In The
Wild Angels (1966), Roger Corman’s brash precursor to Easy
Rider, Bruce Dern plays a character called Loser, a rebellious biker
in a gang of swastika sporting Hells Angels. He’s dead inside the first 30
minutes of the film, a victim of The Man, of course. When Loser’s funeral
becomes an anarchic happening inside a church, his corpse is dragged out of its
coffin and passed around the party like a leather jacketed rag doll, fags and
booze put in its mouth. It is some credit to Dern that he can command a
screen he shares with Peter Fonda and Nancy Sinatra while playing dead meat.
(The Driver)
Much of the press that has greeted Dern’s great performance in Alexander
Payne’s Nebraska has focussed on how underrated he has been as
an actor, and it’s true that the only significant recognition he has had prior
to the Best Actor award at Cannes this year, a Supporting Actor Oscar
nomination for Coming Home in 1979, seems meagre reward for a
career as enduring and distinctive as his. It’s likely this has something to do
with the roles that he’s most famous for, characters characterised as
“wackos and sickos” by David Letterman in an interview, more poetically
described by Dern himself as guys who “live just beyond where the buses
run”, though neither description does justice to the variety of his roles he
has taken. He has been cowboys, cops and criminals, soldiers and swindlers,
straight men and fall guys. Dern appeared in Hitchcock’s Marnie (1964),
though it was in TV and with Roger Corman’s low budget gems where he really cut
his chops, emerging from the Corman stable alongside the likes of Dennis Hopper
and Jack Nicholson into a cynical 1970s Hollywood and a generation of
filmmakers who were far from happy with the status quo. He worked with
Nicholson on Drive, He Said (1971) and The King of Marvin Gardens
(1972), and is particularly brilliant as the bunco artist failing to convince
his brother to come in on a dodgy deal in the later of these two BBS
productions. Silent Running (1972) became a platform for cult hero
worship rather than further leading roles, and he became defined as a character
actor, playing opposite the genuine movie stars of the period; Nicholson,
Robert Redford in The Great Gatsby (1974), Ryan O’Neal in The Driver (1978).
Coming Home and the Oscar nomination were expected to be another
stepping stone to bigger roles, and while these never materialised, he never
stopped working, and by the 1990s, a younger generation of filmmakers were
casting him with due reverence. His performance in James Foley’s underrated Jim
Thompson adaptation After Dark, My Sweet (1990) is
pitch perfect, sleazy and outsmarted, a character less clever than he thinks he
is; playing an alcoholic vet willing to give serial killer Aileen Wuornos (as
portrayed by Charlize Theron) the time of day in Patty Jenkins’ Monster (2003),
he emerges from the film as its one unambiguously sympathetic character; and
he’s along for the ride in Quentin Tarantino’s slavery romp Django Unchained
(2012).
(The King of Marvin Gardens)
Tarantino
recently referred to Dern as a “national treasure”, and his appearance in two
of the year’s key releases, as well as all the seasonal awards buzz around Nebraska,
give that claim credibility. Notoriously, Dern was the only actor to have
killed John Wayne on screen, shooting Wayne in the back in The Cowboys (1972).
After that film, Dern received death threats. It seems that enough time has
passed and now Hollywood can forgive him for messing with The Duke.
(Nebraska)
Michael Hayden
IFI Head of Programming
A focus on Bruce Dern's career runs at the IFI from December 14th to 22nd. His latest film, Nebraska (directed by Alexander Payne) is currently showing.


WORK TO COMPLETE: Your task is to copy each line of the material that includes "plus".
++++++++
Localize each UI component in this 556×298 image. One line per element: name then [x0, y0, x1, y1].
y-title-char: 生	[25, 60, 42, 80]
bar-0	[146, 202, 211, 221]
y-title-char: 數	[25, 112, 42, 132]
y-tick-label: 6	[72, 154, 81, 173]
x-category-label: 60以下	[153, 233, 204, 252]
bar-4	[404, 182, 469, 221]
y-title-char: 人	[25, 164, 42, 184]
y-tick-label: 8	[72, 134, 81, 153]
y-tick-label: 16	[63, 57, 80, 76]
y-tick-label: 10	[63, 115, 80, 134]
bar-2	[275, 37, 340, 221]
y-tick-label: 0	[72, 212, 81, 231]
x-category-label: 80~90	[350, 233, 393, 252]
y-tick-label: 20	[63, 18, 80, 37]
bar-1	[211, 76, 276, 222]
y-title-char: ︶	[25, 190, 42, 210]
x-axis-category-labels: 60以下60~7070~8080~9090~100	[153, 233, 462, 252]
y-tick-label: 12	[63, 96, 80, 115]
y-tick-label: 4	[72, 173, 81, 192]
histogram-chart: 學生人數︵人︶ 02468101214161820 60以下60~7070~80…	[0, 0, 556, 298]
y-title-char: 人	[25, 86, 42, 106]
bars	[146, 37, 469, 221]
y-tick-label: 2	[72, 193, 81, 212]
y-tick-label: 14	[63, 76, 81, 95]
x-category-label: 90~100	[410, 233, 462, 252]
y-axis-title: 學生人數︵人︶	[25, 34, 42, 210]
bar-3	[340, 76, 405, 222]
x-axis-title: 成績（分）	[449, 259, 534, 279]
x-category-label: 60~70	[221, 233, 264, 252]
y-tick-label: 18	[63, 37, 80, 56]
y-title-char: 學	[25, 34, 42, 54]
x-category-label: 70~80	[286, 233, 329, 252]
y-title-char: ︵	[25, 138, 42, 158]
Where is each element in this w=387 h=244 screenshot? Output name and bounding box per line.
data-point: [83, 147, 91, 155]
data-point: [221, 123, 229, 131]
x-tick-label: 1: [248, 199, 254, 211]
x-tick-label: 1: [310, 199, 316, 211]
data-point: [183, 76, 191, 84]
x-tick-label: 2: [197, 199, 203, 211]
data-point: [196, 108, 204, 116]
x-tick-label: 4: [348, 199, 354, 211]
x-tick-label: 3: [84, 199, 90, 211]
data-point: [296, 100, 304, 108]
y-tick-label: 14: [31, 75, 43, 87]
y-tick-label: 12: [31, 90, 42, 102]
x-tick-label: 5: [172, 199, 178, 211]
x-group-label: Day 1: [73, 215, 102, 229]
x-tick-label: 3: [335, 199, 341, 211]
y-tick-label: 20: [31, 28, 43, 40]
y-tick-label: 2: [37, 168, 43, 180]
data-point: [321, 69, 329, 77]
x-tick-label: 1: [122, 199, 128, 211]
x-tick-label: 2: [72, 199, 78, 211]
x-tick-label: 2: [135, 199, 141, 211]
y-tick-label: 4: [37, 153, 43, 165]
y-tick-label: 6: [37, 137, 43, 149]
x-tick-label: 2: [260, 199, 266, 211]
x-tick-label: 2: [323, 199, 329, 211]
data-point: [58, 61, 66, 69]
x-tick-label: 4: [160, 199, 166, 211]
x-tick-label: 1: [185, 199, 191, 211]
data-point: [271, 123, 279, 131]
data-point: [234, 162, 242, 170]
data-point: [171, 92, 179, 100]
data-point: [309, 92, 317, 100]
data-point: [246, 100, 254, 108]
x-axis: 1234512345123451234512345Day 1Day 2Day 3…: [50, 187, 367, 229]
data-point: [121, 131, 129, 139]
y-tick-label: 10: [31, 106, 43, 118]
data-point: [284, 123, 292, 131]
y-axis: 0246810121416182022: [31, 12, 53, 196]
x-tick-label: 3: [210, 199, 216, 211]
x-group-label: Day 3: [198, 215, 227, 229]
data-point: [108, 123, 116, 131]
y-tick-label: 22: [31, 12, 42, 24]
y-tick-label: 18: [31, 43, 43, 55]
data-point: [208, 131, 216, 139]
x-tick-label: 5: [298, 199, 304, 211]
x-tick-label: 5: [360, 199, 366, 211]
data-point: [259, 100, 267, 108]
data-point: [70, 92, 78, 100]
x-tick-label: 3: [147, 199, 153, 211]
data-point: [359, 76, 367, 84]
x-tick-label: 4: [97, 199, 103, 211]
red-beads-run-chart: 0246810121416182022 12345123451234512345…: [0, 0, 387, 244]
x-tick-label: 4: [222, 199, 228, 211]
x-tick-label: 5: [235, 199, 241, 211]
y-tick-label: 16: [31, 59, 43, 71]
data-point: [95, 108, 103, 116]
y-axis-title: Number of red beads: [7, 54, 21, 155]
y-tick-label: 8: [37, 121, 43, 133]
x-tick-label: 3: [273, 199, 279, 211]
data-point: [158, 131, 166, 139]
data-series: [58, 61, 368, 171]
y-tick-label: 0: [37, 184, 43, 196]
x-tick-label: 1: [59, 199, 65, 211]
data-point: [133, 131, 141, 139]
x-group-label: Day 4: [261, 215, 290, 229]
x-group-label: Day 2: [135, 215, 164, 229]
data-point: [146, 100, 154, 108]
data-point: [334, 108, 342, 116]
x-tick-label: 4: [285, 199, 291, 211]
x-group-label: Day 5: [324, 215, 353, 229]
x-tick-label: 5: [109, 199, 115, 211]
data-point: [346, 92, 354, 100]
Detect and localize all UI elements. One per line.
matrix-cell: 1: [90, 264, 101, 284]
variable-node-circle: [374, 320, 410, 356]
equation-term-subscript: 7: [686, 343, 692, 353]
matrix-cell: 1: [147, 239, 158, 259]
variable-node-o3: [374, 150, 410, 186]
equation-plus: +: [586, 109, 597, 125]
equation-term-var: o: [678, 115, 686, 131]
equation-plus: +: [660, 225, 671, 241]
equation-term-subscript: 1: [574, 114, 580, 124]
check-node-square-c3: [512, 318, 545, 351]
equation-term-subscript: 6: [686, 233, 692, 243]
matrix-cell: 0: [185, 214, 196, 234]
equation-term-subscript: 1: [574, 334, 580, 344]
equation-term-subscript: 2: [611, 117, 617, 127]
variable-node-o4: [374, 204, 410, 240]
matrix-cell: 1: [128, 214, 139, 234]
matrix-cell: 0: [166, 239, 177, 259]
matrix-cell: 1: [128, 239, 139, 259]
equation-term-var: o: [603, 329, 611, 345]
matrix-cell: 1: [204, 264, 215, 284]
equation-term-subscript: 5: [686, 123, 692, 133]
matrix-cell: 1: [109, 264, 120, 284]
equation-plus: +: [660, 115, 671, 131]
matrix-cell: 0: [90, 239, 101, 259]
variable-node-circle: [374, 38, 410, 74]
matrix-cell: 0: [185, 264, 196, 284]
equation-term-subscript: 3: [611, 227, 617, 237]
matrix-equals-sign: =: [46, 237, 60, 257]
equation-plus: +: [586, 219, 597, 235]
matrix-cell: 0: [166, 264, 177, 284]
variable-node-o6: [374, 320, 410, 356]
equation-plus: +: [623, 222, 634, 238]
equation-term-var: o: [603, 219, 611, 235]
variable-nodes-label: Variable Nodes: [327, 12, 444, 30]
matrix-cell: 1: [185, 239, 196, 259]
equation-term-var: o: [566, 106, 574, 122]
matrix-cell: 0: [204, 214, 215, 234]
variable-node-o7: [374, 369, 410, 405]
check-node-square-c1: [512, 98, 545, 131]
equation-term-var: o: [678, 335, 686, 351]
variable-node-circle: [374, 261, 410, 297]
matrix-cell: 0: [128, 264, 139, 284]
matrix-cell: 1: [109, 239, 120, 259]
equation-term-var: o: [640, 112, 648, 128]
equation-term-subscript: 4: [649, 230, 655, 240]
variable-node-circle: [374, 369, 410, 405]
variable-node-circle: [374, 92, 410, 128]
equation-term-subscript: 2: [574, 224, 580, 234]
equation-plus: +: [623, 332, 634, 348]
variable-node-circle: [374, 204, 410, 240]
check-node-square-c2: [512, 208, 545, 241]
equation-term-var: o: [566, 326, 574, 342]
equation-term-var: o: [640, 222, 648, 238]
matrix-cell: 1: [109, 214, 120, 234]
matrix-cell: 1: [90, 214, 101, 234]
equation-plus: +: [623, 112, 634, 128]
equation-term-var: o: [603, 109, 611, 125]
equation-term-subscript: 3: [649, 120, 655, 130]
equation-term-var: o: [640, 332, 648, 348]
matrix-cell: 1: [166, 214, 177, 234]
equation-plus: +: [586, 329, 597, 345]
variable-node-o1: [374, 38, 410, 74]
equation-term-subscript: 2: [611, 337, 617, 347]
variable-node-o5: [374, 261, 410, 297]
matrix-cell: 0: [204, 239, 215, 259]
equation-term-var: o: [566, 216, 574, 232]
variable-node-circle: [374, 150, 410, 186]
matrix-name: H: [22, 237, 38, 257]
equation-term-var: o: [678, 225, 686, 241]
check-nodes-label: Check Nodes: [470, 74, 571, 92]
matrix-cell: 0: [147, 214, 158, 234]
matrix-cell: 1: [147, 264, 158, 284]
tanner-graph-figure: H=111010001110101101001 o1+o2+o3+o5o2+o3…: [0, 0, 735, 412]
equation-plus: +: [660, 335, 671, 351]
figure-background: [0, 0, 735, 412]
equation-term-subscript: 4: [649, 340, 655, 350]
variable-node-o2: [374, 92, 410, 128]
++++++++
EXERCISE RESPONSE:
equation-plus: +: [586, 109, 597, 125]
equation-plus: +: [660, 225, 671, 241]
equation-plus: +: [660, 115, 671, 131]
equation-plus: +: [586, 219, 597, 235]
equation-plus: +: [623, 222, 634, 238]
equation-plus: +: [623, 332, 634, 348]
equation-plus: +: [623, 112, 634, 128]
equation-plus: +: [586, 329, 597, 345]
equation-plus: +: [660, 335, 671, 351]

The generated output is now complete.